Jayne Caudwell (Department of Events & Leisure) and Carly Stewart (Department of Sport & Physical Activity) were successful in the last round of the British Academy Small Grants Scheme. Their research project will contribute preliminary qualitative research findings to inform future provision for transgender and non-binary swim-related activities and opportunities.
Statistics demonstrate that LGBT+ have higher levels of anxiety, depression, and suicidal feelings as a consequence of feeling isolated, and experiences of rejection and bullying. The research project involves a Bournemouth-based transgender group. It focuses on their swim-related activities to explore the benefits of water-based physical activity. Currently, the group privately hires a local pool and by invitation the researchers have attended on three occasions. Preliminary participant observation has identified that group members look forward to the opportunity to swim. Swimming as a form of physical activity can enhance subjective wellbeing. However, there is evidence in the tabloid print media that public response to Swim England’s ‘Guide to Engaging Trans People in Swimming’ (December 2017) involved elements of transphobia. Specifically, a negative reaction to transgender women using female changing rooms. The funded project will provide in-depth research findings in order to influence current policy-formation.
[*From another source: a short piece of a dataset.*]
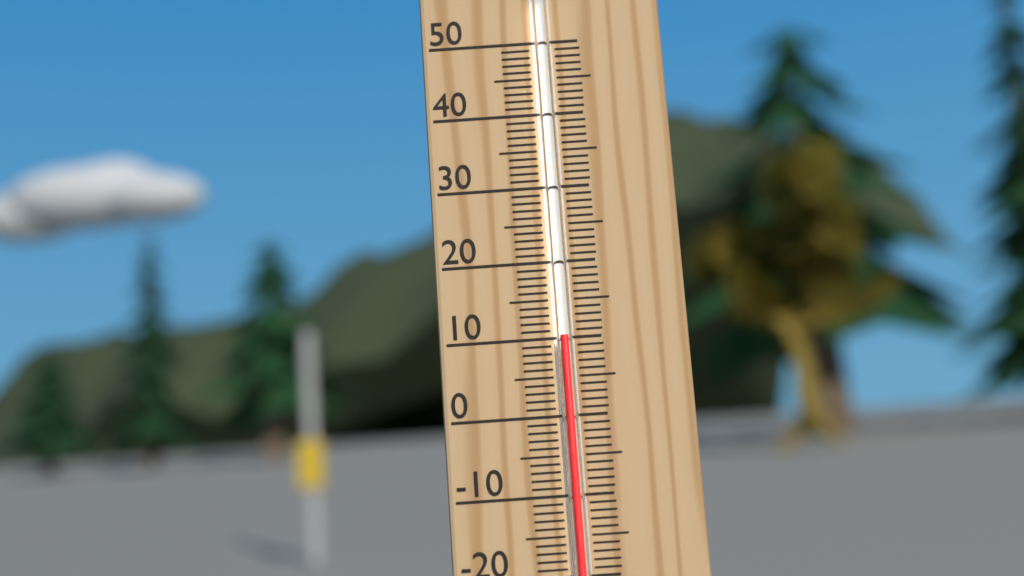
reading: 10 °C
LGBT+ experiences of sport, physical activity and embodied movement continue to be significant concerns given the barriers, constraints, prejudice and discrimination evident within institutionalised sport and physical activity. Since the 1990s sport and leisure studies scholars have documented lesbian and gay peoples’ experiences of participation. This research has helped improve opportunities for lesbian and gay people to participate by raising awareness and increased inclusion and provision. More recently, there has been a turn to transgender participants and issues surrounding the often-constraining binary arrangement and organisation of sport and physical activity. This turn is important because it highlights the different hostilities transgender and non-binary individuals face compared with lesbian and gay participants. However, the focus of this emerging research—transgender and non-binary participation—tends to be competitive sport and the structures that regulate and confirm binary-sex and gender. Less is known about grassroots participation, and/or the new/emerging opportunities and bodily pleasures transgender and non-binary individuals and communities create for themselves and for each other.
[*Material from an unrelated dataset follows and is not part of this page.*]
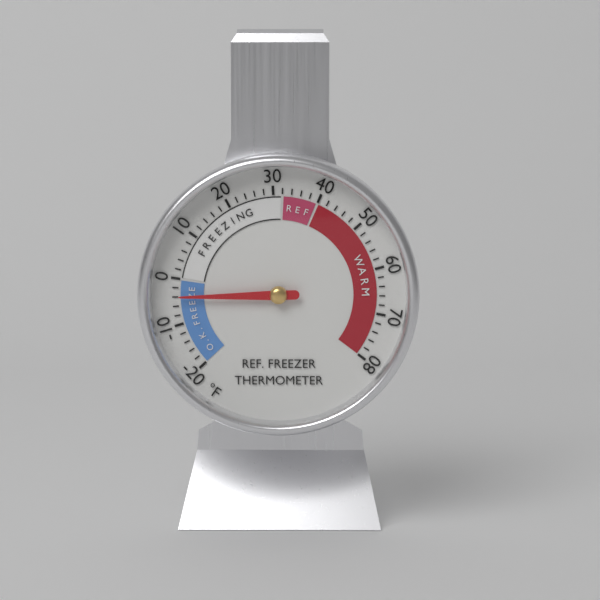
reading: -4 °F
There are a small number of transgender and gender non-conforming swim groups in the UK, but there is no current research that captures transgender and non-binary experiences of swim-related activities such as negotiating access to pool time, negotiating access to changing facilities, and the thoughts, feelings and embodied experiences regarding being in the water. As such, the now-funded research is underpinned by the following objectives:
1. To work with a local transgender group to collect, process and disseminate qualitative research findings on how access to swimming facilities impacts individual and group wellbeing.
2. To explore past and present experiences of swimming for transgender and non-binary participants through interviews and focus group research.
3. To access details related to embodied experiences, which might not emerge from traditional methods such as interviews and focus groups, through visual methods such as drawings, photographs, video diaries and digital story telling.
4. To produce, for public consumption, a visual/art representation of the research participants’ experiences of swimming.